Reframing the Trade and Environment Linkage for Sustainable Development: Challenges for Renewable Energy Strategies

Brown Bag seminar on 'Reframing the Trade and Environment Linkage for Sustainable Development: Challenges for Renewable Energy Strategies' by Elizabeth Trujillo, Professor of Law at Texas A&M University School of Law.

The trade and environment linkage has evolved over the years, but in light of the 2015 Sustainable Development Goals, a new framework is needed that better accounts for modern day challenges around climate change, energy demand, and increased fragmentation in governing structures for both trade and environmental issues.

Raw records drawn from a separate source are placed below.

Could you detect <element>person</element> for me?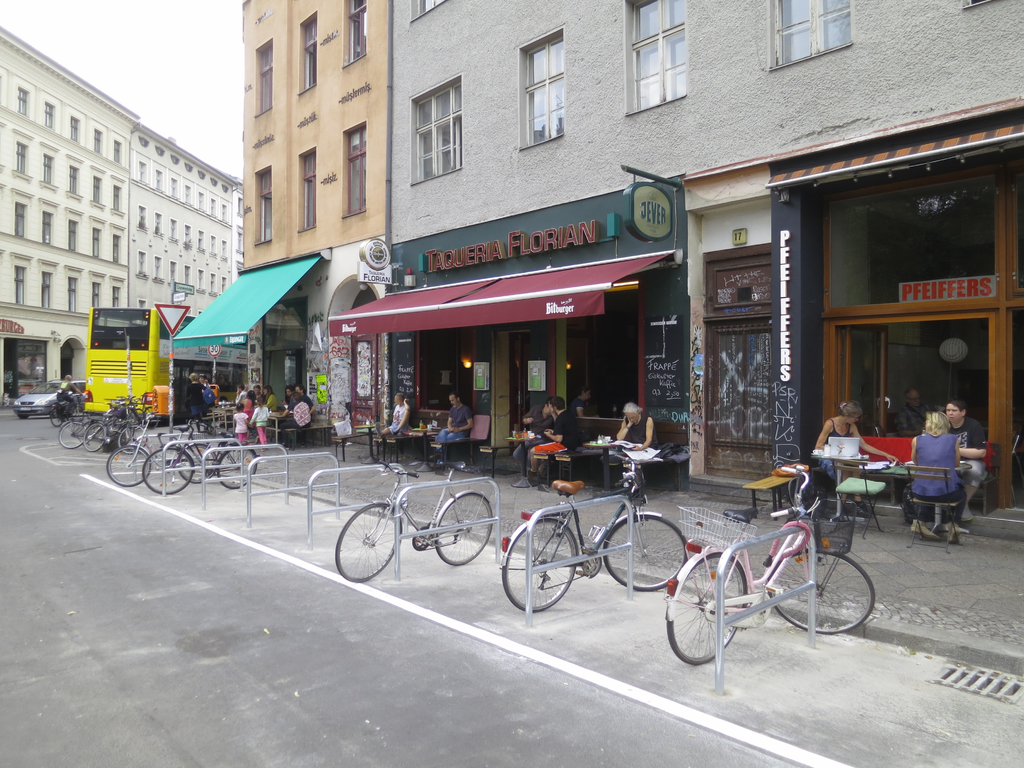
Detection result: (895,392,931,437).
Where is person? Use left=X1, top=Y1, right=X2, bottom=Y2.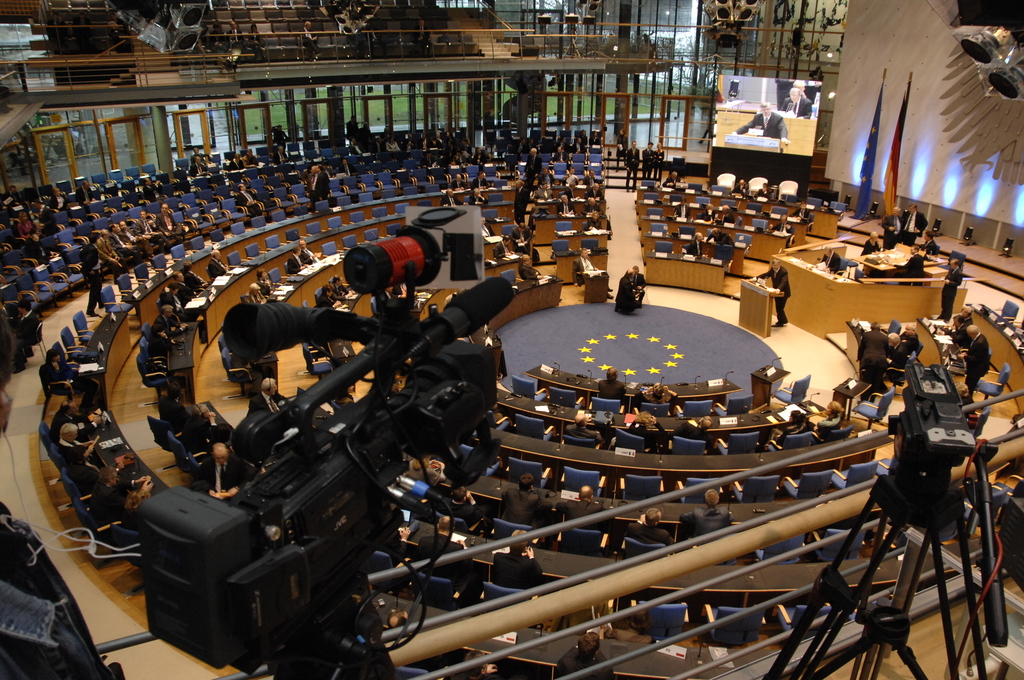
left=307, top=160, right=330, bottom=209.
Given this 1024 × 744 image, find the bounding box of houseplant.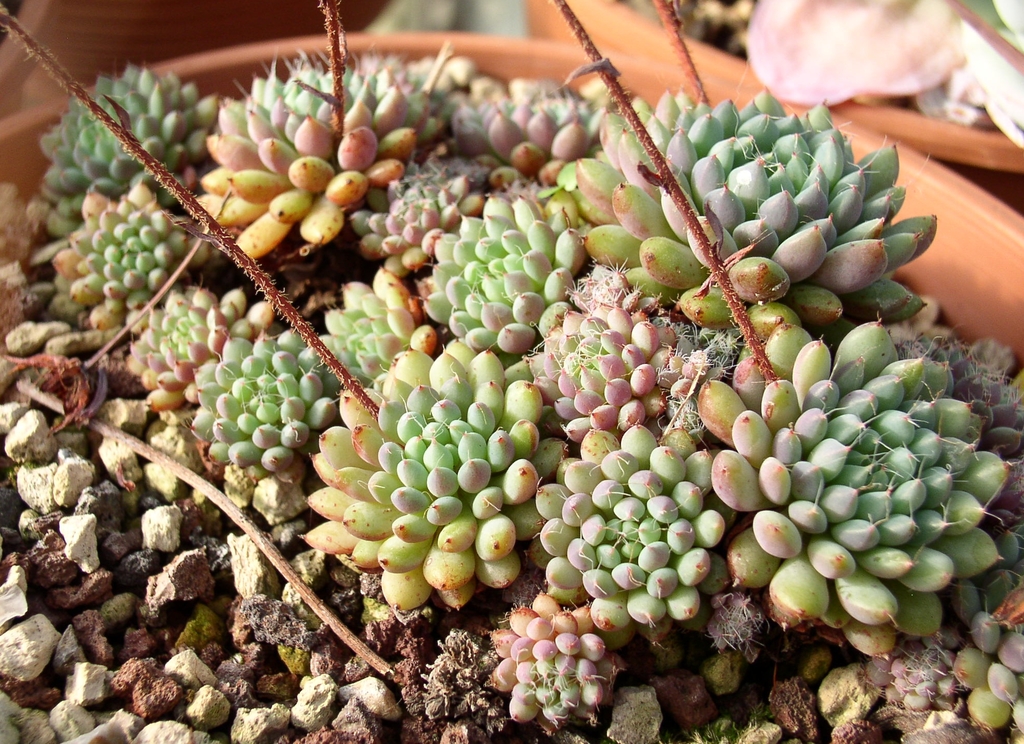
{"left": 0, "top": 0, "right": 1021, "bottom": 743}.
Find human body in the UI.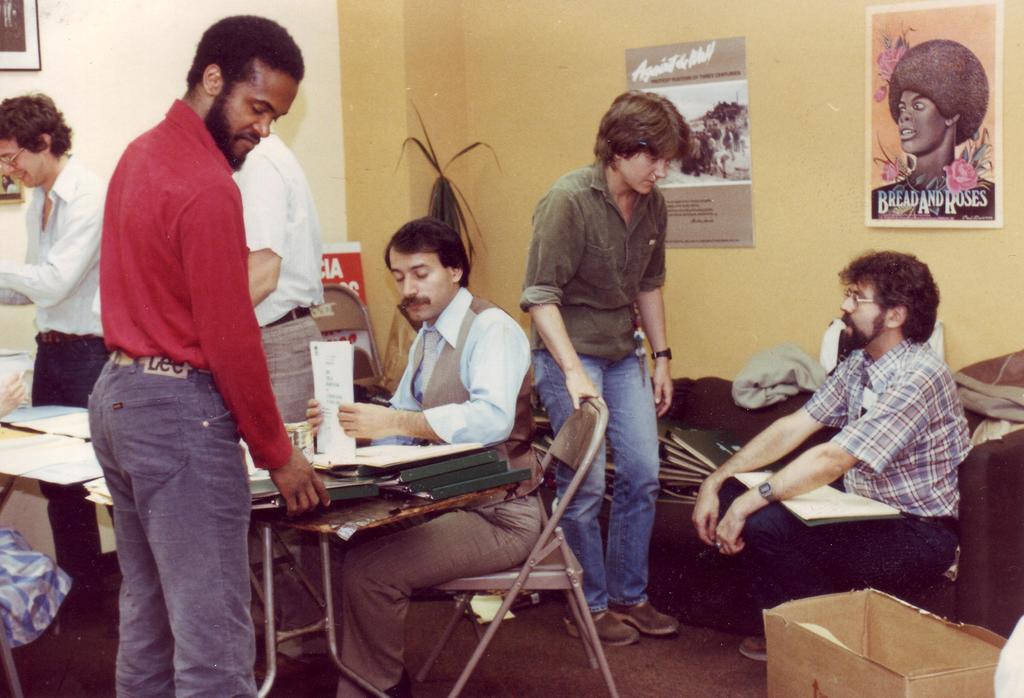
UI element at 84,100,333,697.
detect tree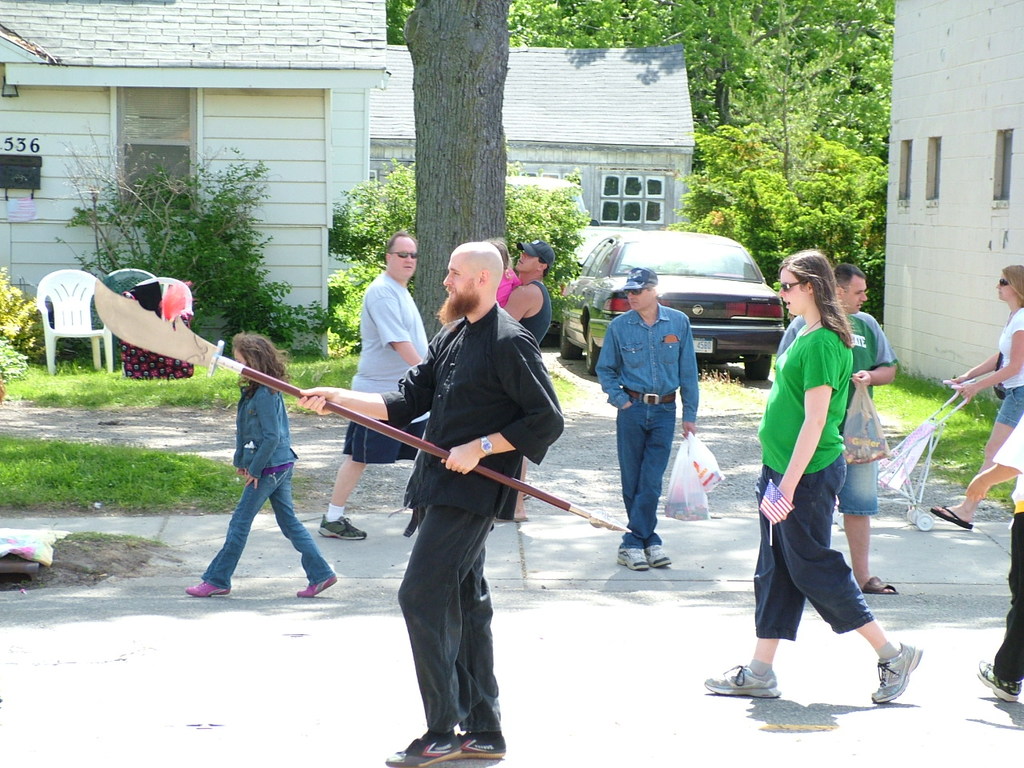
bbox=(400, 5, 511, 332)
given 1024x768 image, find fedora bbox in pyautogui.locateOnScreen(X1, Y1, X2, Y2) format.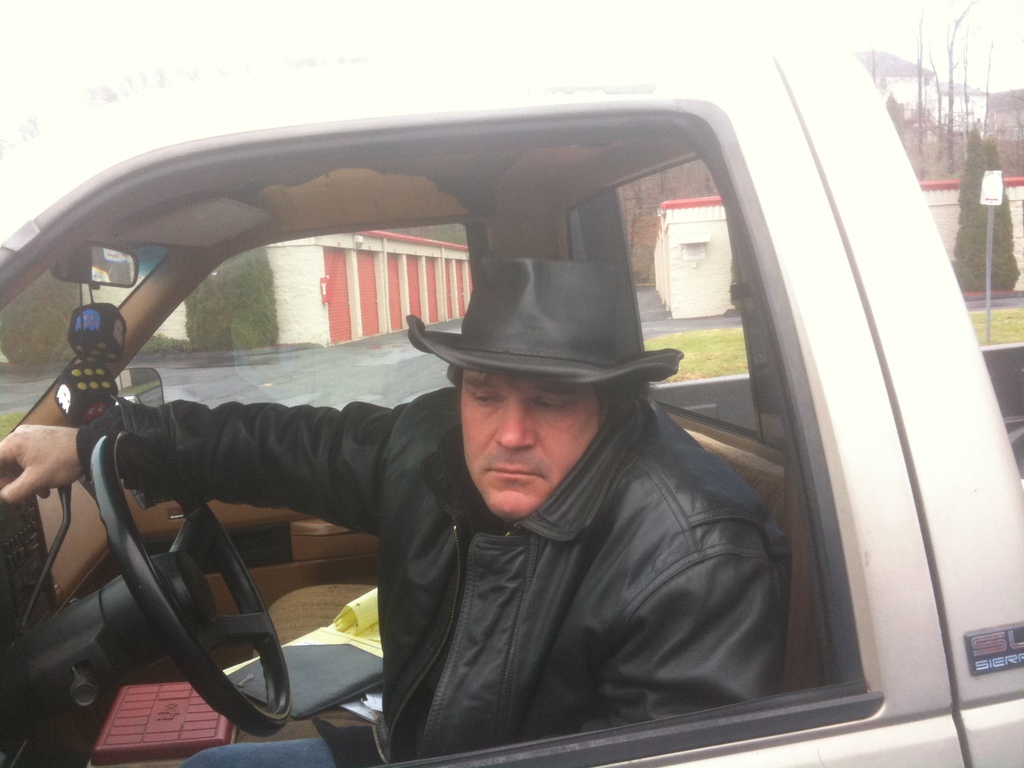
pyautogui.locateOnScreen(407, 252, 684, 383).
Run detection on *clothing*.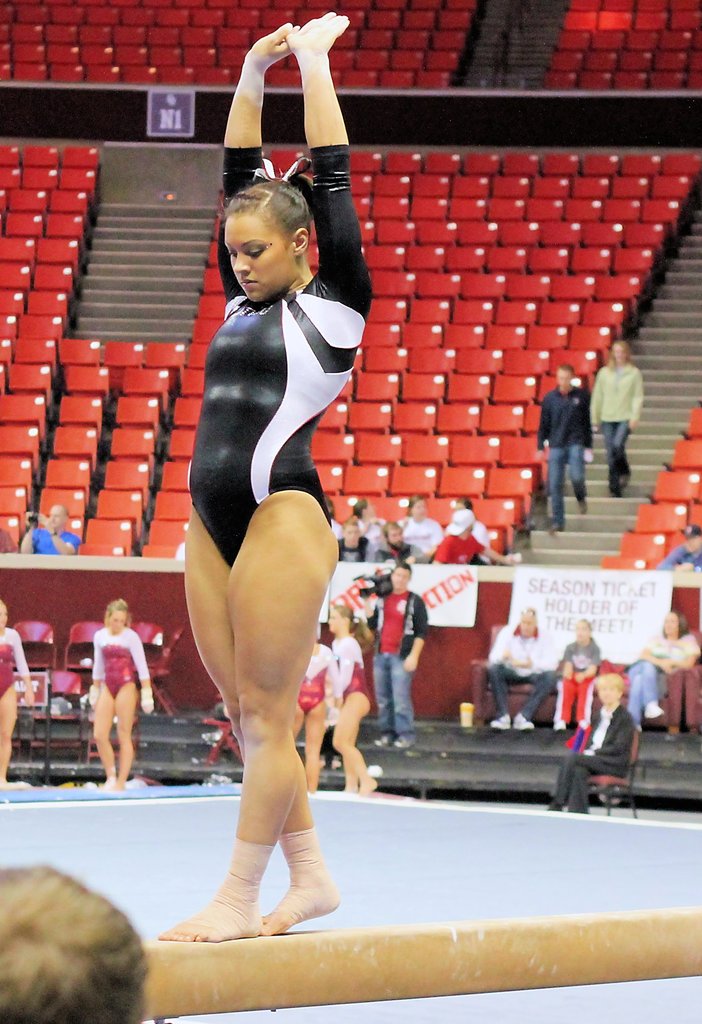
Result: select_region(341, 530, 369, 554).
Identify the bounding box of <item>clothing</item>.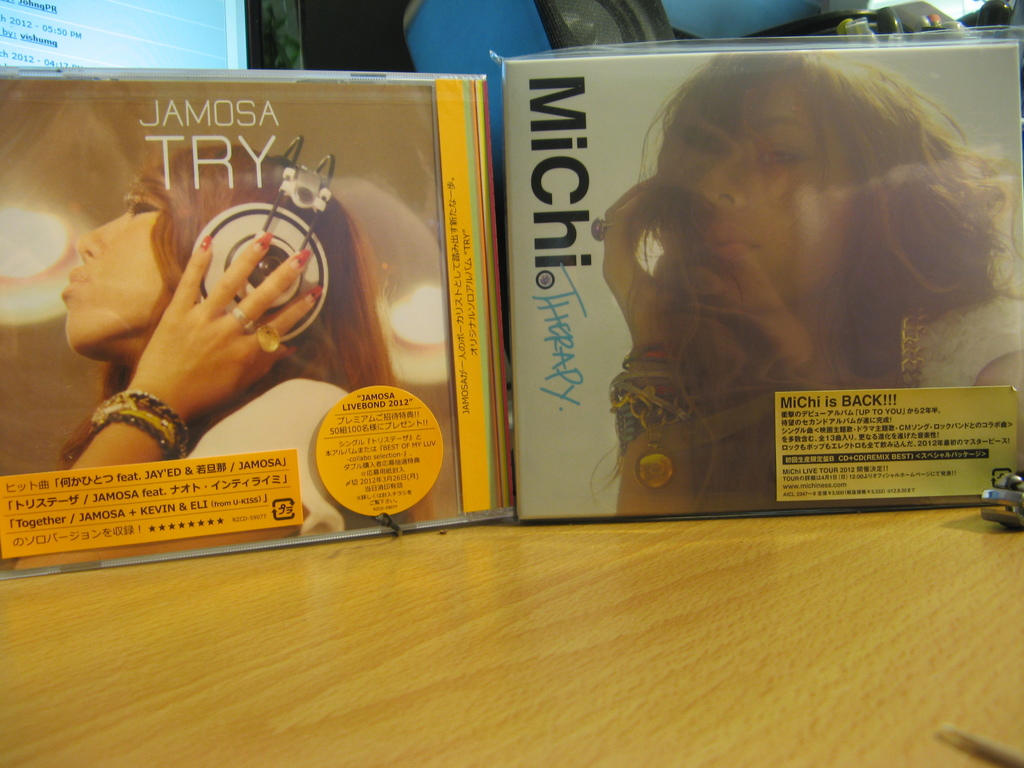
[x1=179, y1=379, x2=350, y2=529].
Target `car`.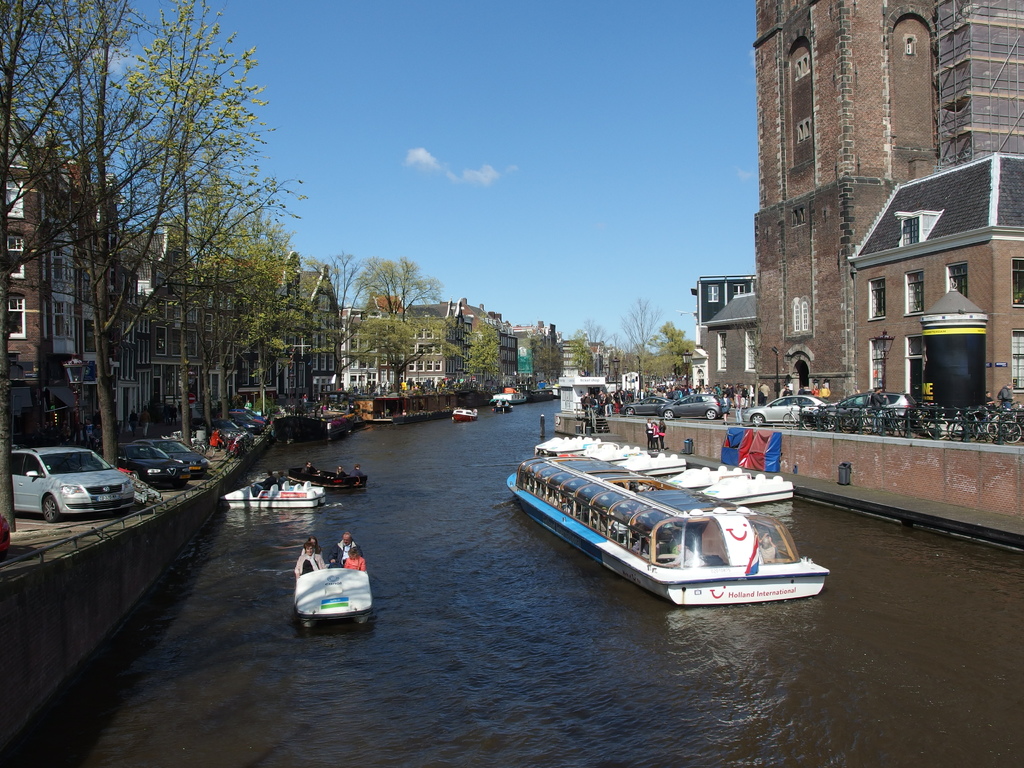
Target region: BBox(667, 392, 714, 417).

Nations are developing renewable energy strategies to address some of these concerns and shift their domestic energy production away from fossil fuel and other greenhouse gas intensive industries. However, under current interpretations of relevant WTO covered agreements, challenges to trade compliance exist with respect to these domestic strategies. This book chapter will examine the ways in which the trade and environmental linkage has evolved over time; the challenges to the multilateral trade framework of local renewable energy governance structures; and the manner in which both the WTO and regional/plurilateral trade agreements may create opportunities for facilitating local renewable energy strategies.

Biography of the Speaker

Elizabeth Trujillo is currently a Professor of Law at Texas A&M University School of Law. She has taught  Contracts,  International Sales,  International Trade, NAFTA, Trends in International Law and Sustainable Development, Trade, Investment, and Development. She was Professor of Law at Suffolk University Las School until this year, where she participated and co-­directed the Suffolk/University of Havana Program and also taught U.S.-­‐Cuba: Comparative Contracts,  Trade  and  Investment. She completed her tenure as Co-­‐Chair of the American Society for International Law's (ASIL) International Economic Law Interest Group in April 2015 and served on the ASIL Book Awards Committee for 2014-­‐2015. Her publications, examine the relationship between international trade and investment with domestic regulatory structures, specifically in the areas  of  energy  and the environment, antitrust law, and international consumer protection law. Most recently, Professor Trujillo was awarded an Alexander von Humboldt Foundation Research Fellowship to write her book with Cambridge University Press, Shattered Prisms: Reconfiguring Trade and Sustainable Development in a Fragmented World. In furtherance of this book project, she is currently a Visiting Scholar  at  the Max Planck Institute for Comparative Public  Law and International Law (MPIL) in Heidelberg, Germany.